How one Maine Hospital ‘puts paper last’

Are you ready to go digital?

Are you ready to go digital?

In this increasingly paperless age, it seems relatively strange that the health care industry has taken so long to fully embrace chiropractic EHR. While other industries have long turned their backs on costly print jobs and cumbersome paper files, physicians across the country continue to work with boxes worth of documentation, and the transmission of data still involves a fax machine with a questionable connection.

Some regions of the country are more guilty of this than others — particularly more rural areas where computer literacy may not be as highly prioritized. That is perhaps why one hospital in Maine has sought to change how we view health care management in a digital age.

Healthcare IT News recently covered MaineGeneral Medical Center's Alfond Center for Health in Augusta, which has touted itself as a "paper-last" medical facility. In that vein, most of the promotion for the $312 million clinic has taken place online via social media. 

As for the day-to-day operations within the hospital itself, "most data capture and retrieval is electronic" according to the source.

CIO Danny Burgess explained that the Alfond Center for Health represents a combination of existing and new technologies, including the inpatient and ambulatory EHRs currently implemented within the MaineGeneral network. This model is not only more sustainable — it also conveys to potential patients that the hospital is a leader in innovation.
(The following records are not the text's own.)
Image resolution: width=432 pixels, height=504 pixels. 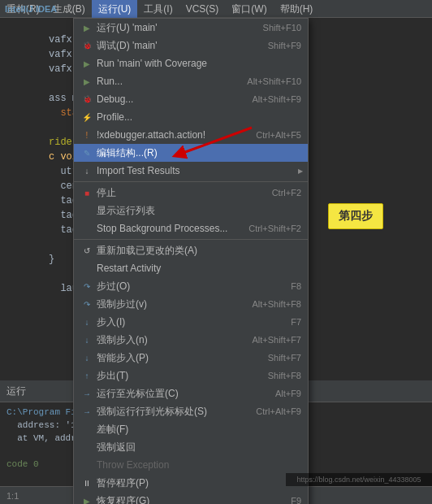 What do you see at coordinates (356, 216) in the screenshot?
I see `step-annotation: 第四步` at bounding box center [356, 216].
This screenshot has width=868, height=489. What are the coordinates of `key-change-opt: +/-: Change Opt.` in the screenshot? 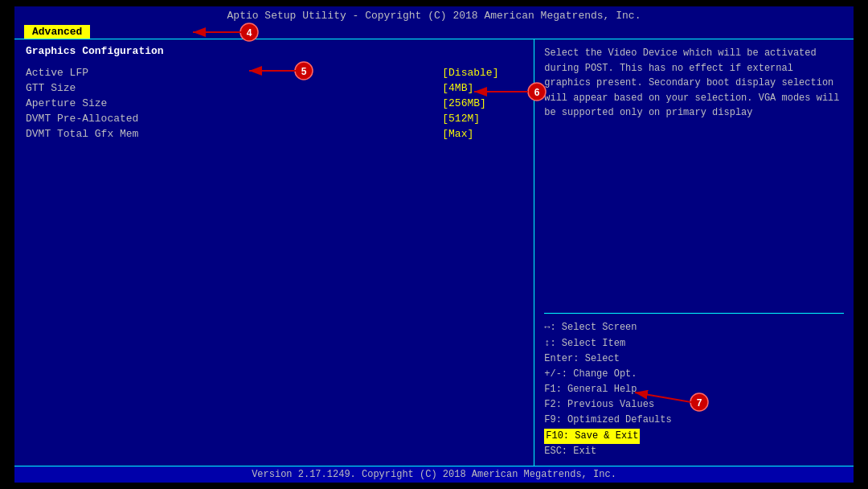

The new hospital has created quite a buzz largely because of the willingness of its administration to embrace and experiment with new mediums of technology. This could provide valuable insight for practitioners who have been reluctant to transition to chiropractic EMR software. Creating a "paper-last environment" can free you from the burden, confusion and potential security issues posed by in-house paper records, freeing you to focus on what you do best: Caring for your patients.